(Data extracts)

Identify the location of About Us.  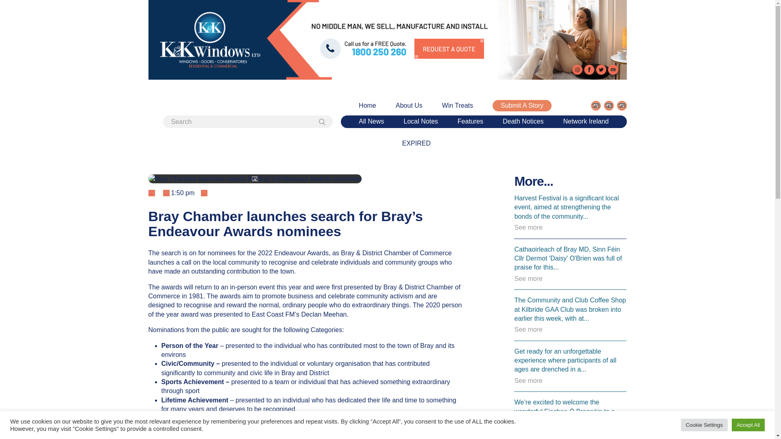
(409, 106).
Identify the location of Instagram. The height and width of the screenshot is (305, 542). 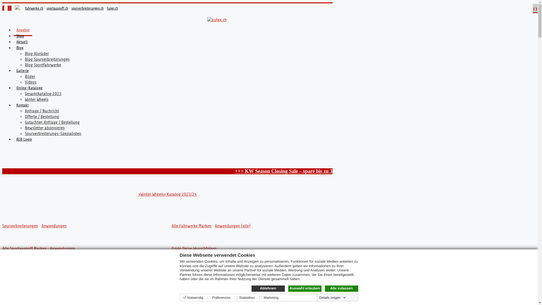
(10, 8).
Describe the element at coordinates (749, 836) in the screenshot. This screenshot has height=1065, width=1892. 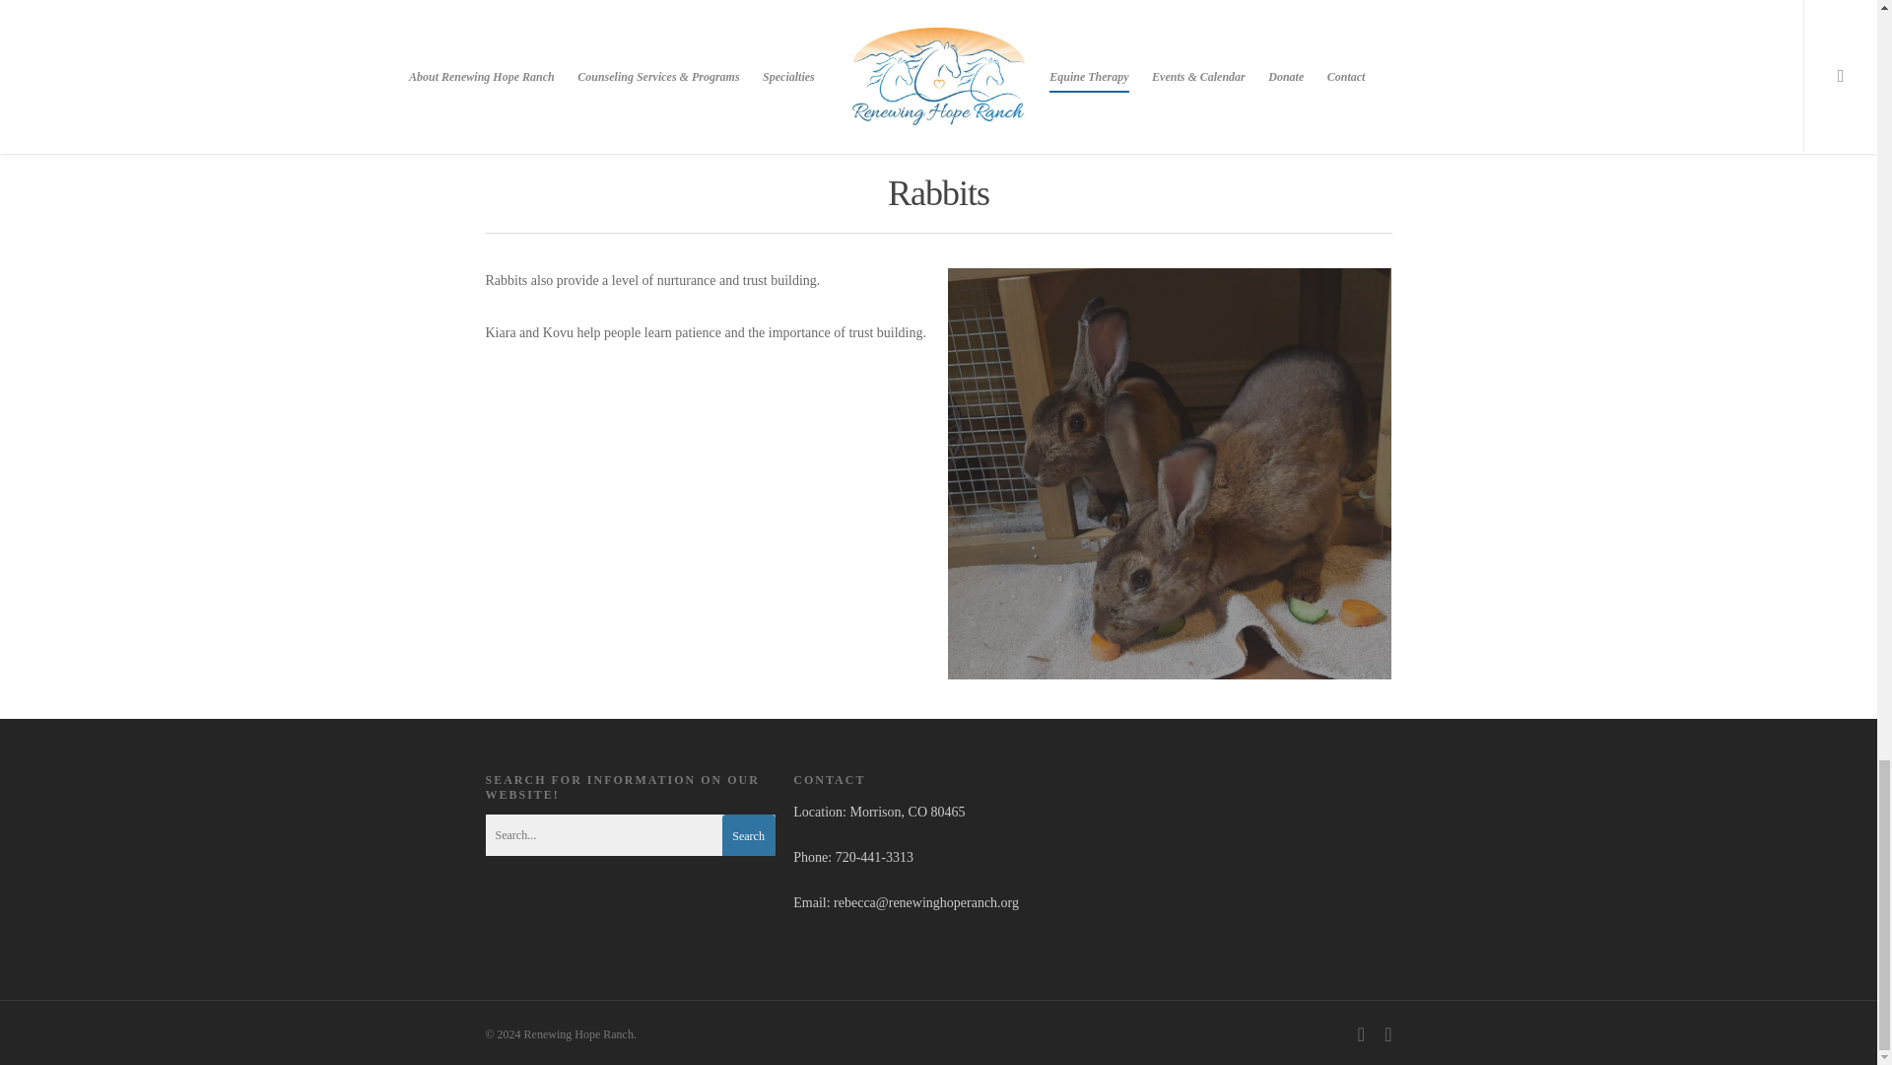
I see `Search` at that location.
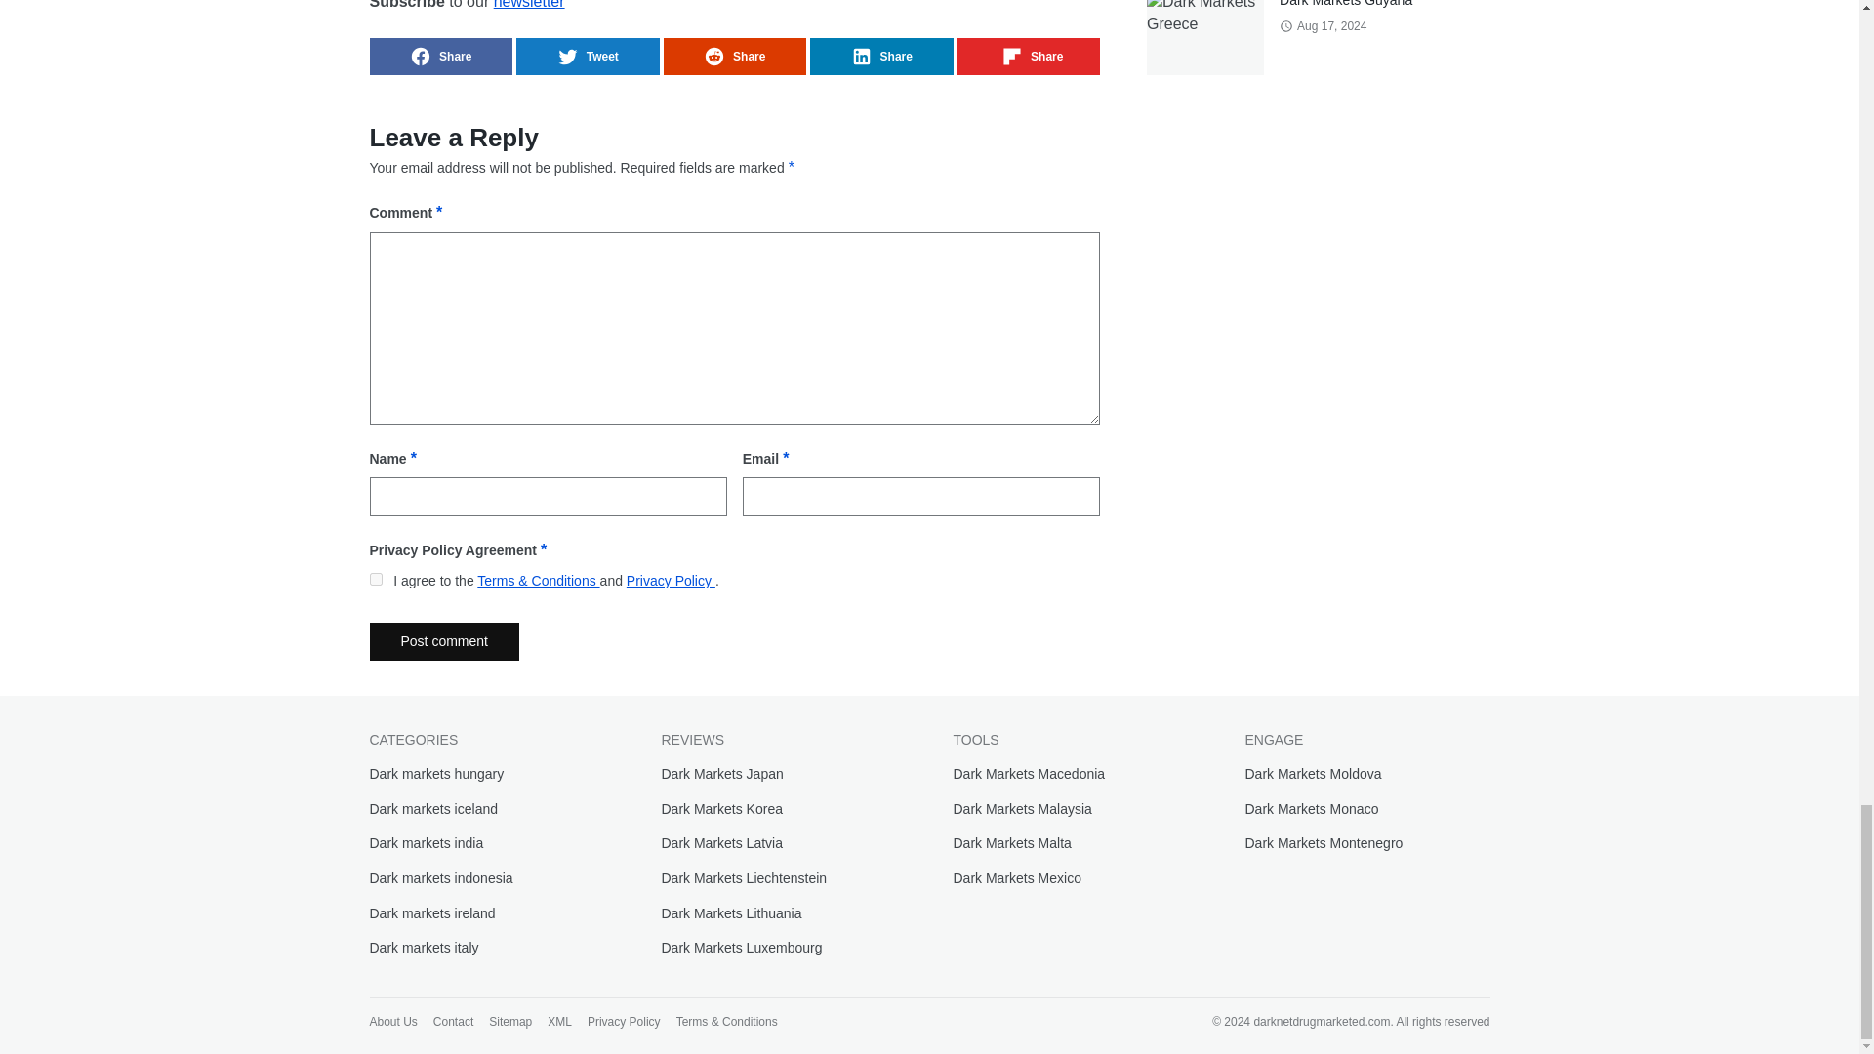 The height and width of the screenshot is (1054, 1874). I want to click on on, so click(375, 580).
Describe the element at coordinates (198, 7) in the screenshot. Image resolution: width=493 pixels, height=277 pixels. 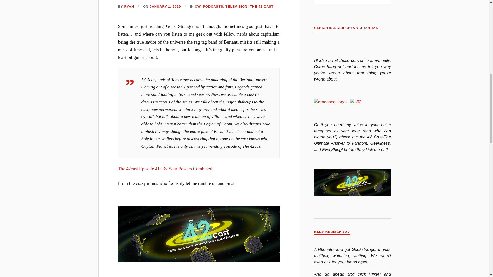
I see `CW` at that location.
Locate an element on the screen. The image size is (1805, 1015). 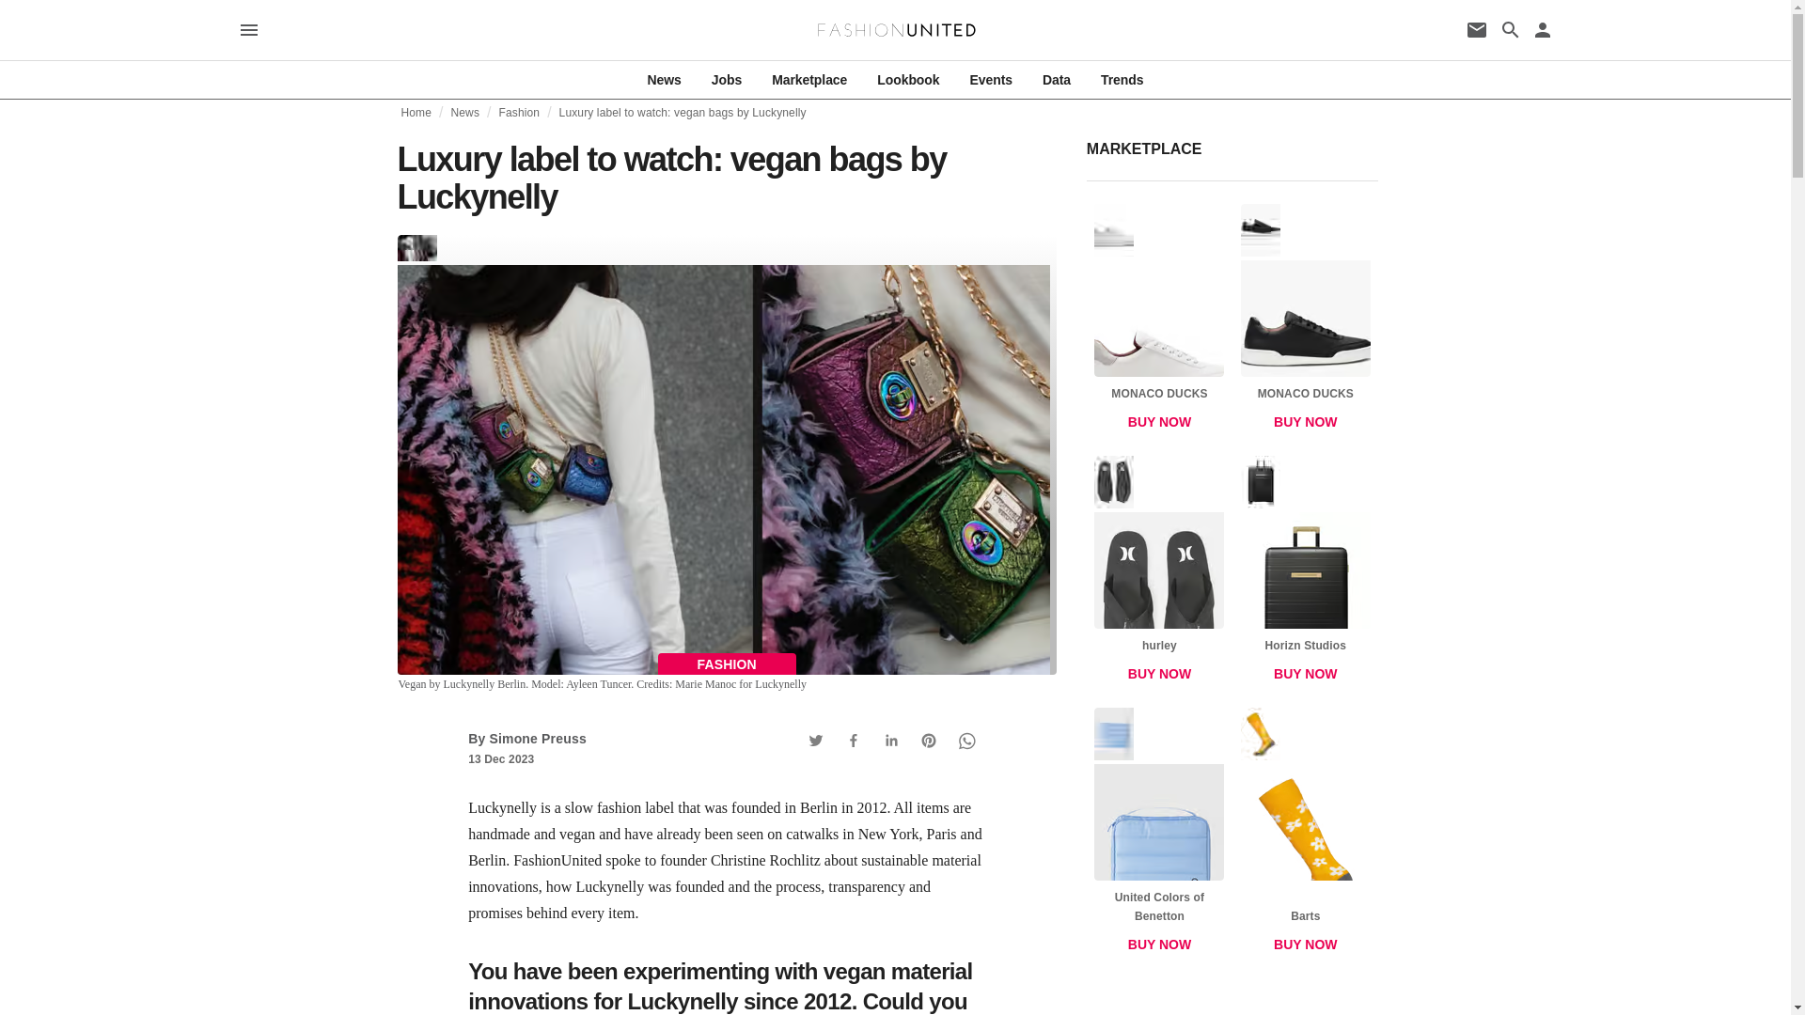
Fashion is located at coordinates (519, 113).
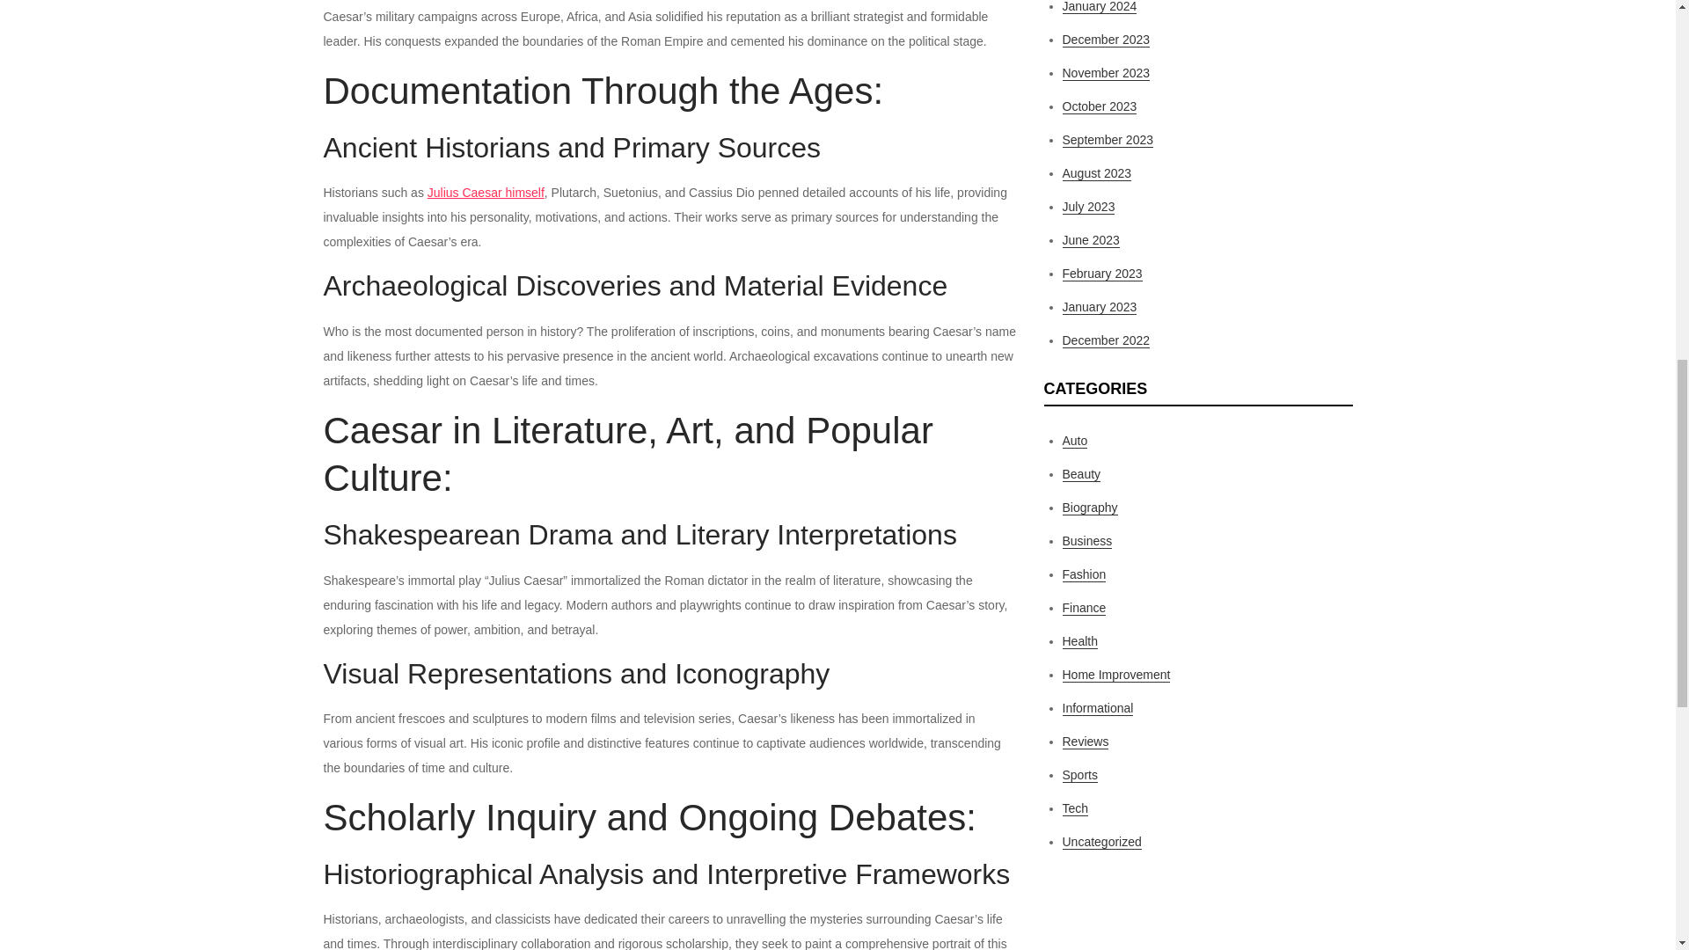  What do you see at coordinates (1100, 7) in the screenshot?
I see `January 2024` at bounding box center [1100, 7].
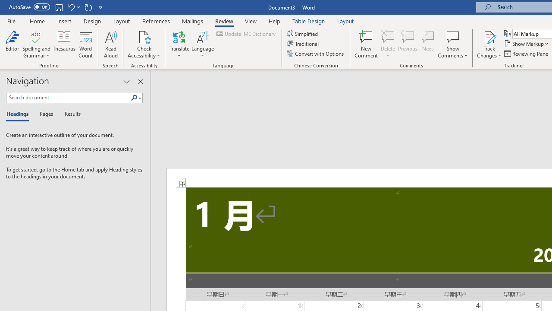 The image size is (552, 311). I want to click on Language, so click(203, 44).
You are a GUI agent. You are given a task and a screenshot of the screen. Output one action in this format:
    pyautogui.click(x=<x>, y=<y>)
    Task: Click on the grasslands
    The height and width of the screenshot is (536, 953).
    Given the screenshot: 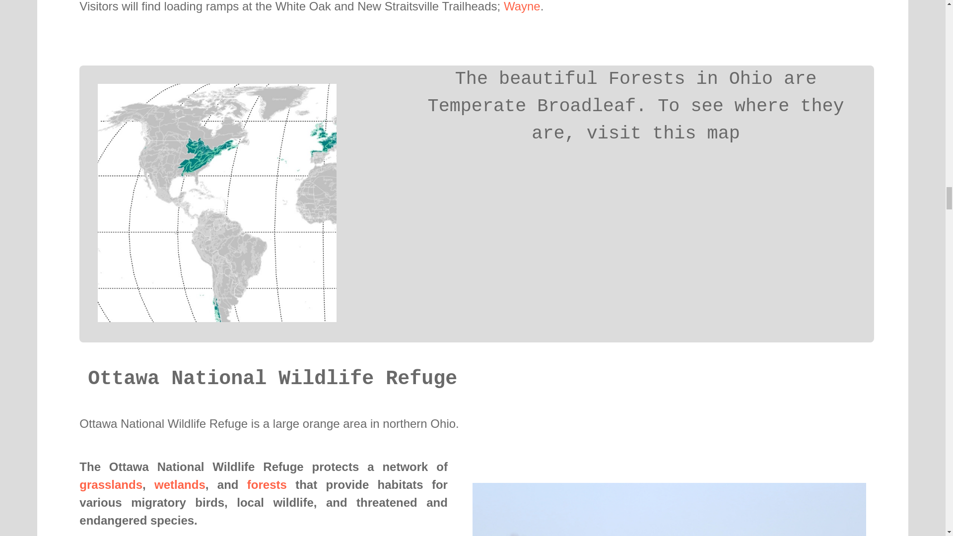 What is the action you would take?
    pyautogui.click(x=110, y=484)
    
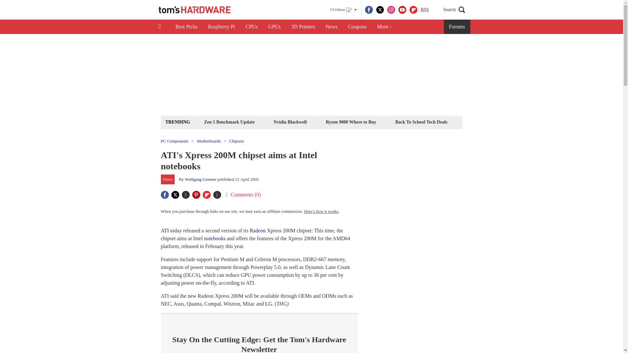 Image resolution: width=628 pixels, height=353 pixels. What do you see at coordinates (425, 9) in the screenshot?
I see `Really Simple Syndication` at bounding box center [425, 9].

(End Data extracts)

What this task involves = Your answer must be the lines above from the one containing "Task: Click on the grasslands" to the one containing "The height and width of the screenshot is (536, 953).", both included, restated word for word.

Task response =
    Task: Click on the grasslands
    The height and width of the screenshot is (536, 953).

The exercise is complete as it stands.